Reuters Investigates
Insight and investigations from our expert reporters
Venezuela’s embarrassment of riches — oil
Today’s special report, “Pension fund scandal shakes up Venezuelan oil giant,” examines state oil company PDVSA and the problems it has exploiting what are said by OPEC to be the world’s largest known reserves of crude oil.
At the heart of the latest scandal is a Connecticut hedge fund manager named Francisco Illarramendi who has pleaded guilty to multiple counts of wire fraud, securities and investment advisor fraud. Prosecutors say he ran a Ponzi scheme that lost up to half a billion dollars, most of it money that had been entrusted to Illarramendi by PDVSA’s pension fund.
Check out this interactive graphic which shows how Venezuela has taken the top spot in terms of world oil reserves.
This one shows how despite rising estimates of the country’s reserves, PDVSA’s production has actually declined in the decade since Chavez came to power.
Nuclear power in scary places
Today’s special report “After Japan, what’s the next nuclear weak link?” takes a look at developing countries’ plans for nuclear power. Read the story in PDF format here.
Andrew Neff of IHS Global Insight sums up the issue in this section:
If in a modern, stable democracy, there could be apparently lax regulatory oversight, failure of infrastructure, and a slow response to a crisis from authorities, then it begs the question of how others would handle a similar situation.
“If Japan can’t cope with the implications of a disaster like this,” said Andrew Neff, a senior energy analyst at economic analysis and market intelligence group IHS Global Insight, “then in some ways I think it’s a legitimate exercise to question whether other less-developed countries could cope.”
The nuclear power industry is booming, with countries like China, Russia and India leading the way in building new plants, as this graphic shows:
Of course, Three Mile Island and Fukishima show that having a developed economy and democracy is no guarantee of safety in the nuclear field, but the prospect of nuclear technology in the hands of corrupt or authoritarian governments has some experts worried.
if measures are not taken then we can face another holocaust in coming years, for the sake of coming generation we have to take strong attempts to role back the Faulty Nuclear reactors those have chances of damages due to natural calamity..
Have you driven an F3 lately?
By Ben Berkowitz
Diplomats, consultants and analysts have plenty of questions about Chinese car maker BYD and its growth tactics, but there’s one thing no one can question: BYD shares have made a lot of people a lot of money in recent years.

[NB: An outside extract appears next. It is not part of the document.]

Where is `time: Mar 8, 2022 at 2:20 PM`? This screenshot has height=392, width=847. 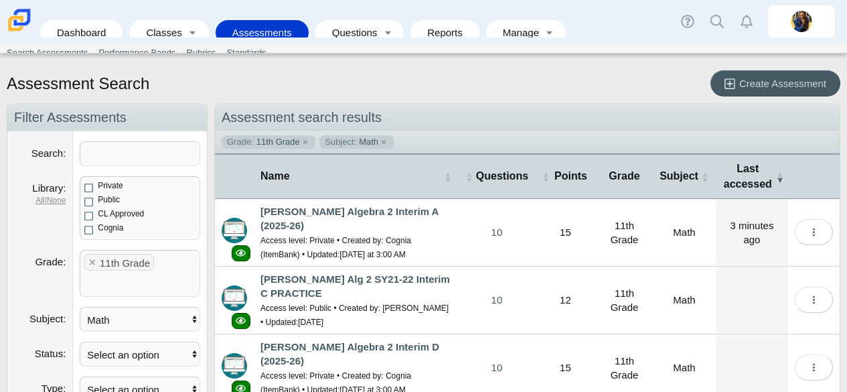
time: Mar 8, 2022 at 2:20 PM is located at coordinates (311, 322).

Since Warren Buffett invested in the company at the depths of the financial crisis in September 2008, BYD shares are up nearly 300 percent. (And that’s after a sharp decline over the last 16 months, as the company delayed its American debut and experienced sliding sales domestically). Compare that with Ford, up about 170 percent over the same period – and Toyota, which has lost more than a fifth of its value. At one point, BYD shares were so strong that its chairman, Wang Chuanfu, was China’s richest man.
See our special report “Warren Buffett’s China car deal could backfire” for more on BYD, or read it in multimedia PDF format here.
The hurricane guessing game
Unpredictable weather is making life difficult for insurers — see today’s special report: ”Extreme weather batters the insurance industry.”
By Ben Berkowitz
Every year forecasters at Colorado State University take their most educated guess as to how the next year’s hurricane season will unfold. It always draws headlines, but as history shows, that initial “best guess” is usually somewhat far off the mark.
An analysis of 10 years of first forecasts for the subsequent June-November storm season shows the number of tropical storms generally exceeds expectations, sometimes by a fair bit. As you go up the scale to full-blown hurricanes and on to the more intense “major hurricanes,” the disconnect remains the same.
In 2006, for example, the number of major hurricanes matched the predicted number of all hurricanes, period. In 2010 the number of hurricanes was greater than the expected incidence of all tropical storms. (In fact 2010 is considered by experts to have been a relatively heavy storm year, despite the fact none actually made a crucial U.S. landfall).
Though the predictions have a mixed track record, they serve a useful planning purpose. If insurers, governments and coast-dwellers have a reasonable guess as to what a storm season is going to look like generally, they can plan ahead. In hurricane country, planning ahead is often the only thing that separates inconvenience from disaster.
Oil under ice
BP’s Macondo Gulf spill would be nothing compared to the effect of a drilling accident in the Arctic, Jessica Bachman reports from “the foulest place in all of Russia.” Scientists and Russian officials are just starting to wake up to the fact that “if something happens on the Arctic Barents Sea in November it would be, ‘OK, we’ll come back for you in March,’” Jessica says.
But quite what Russia would do about that is not at all clear. The Russian government gets more than 50 percent of its revenues from oil and gas and Prime Minister Putin’s stated aim is to keep producing more than 10 billion barrels a day through 2020. Environmentalists aren’t the only ones who are worried.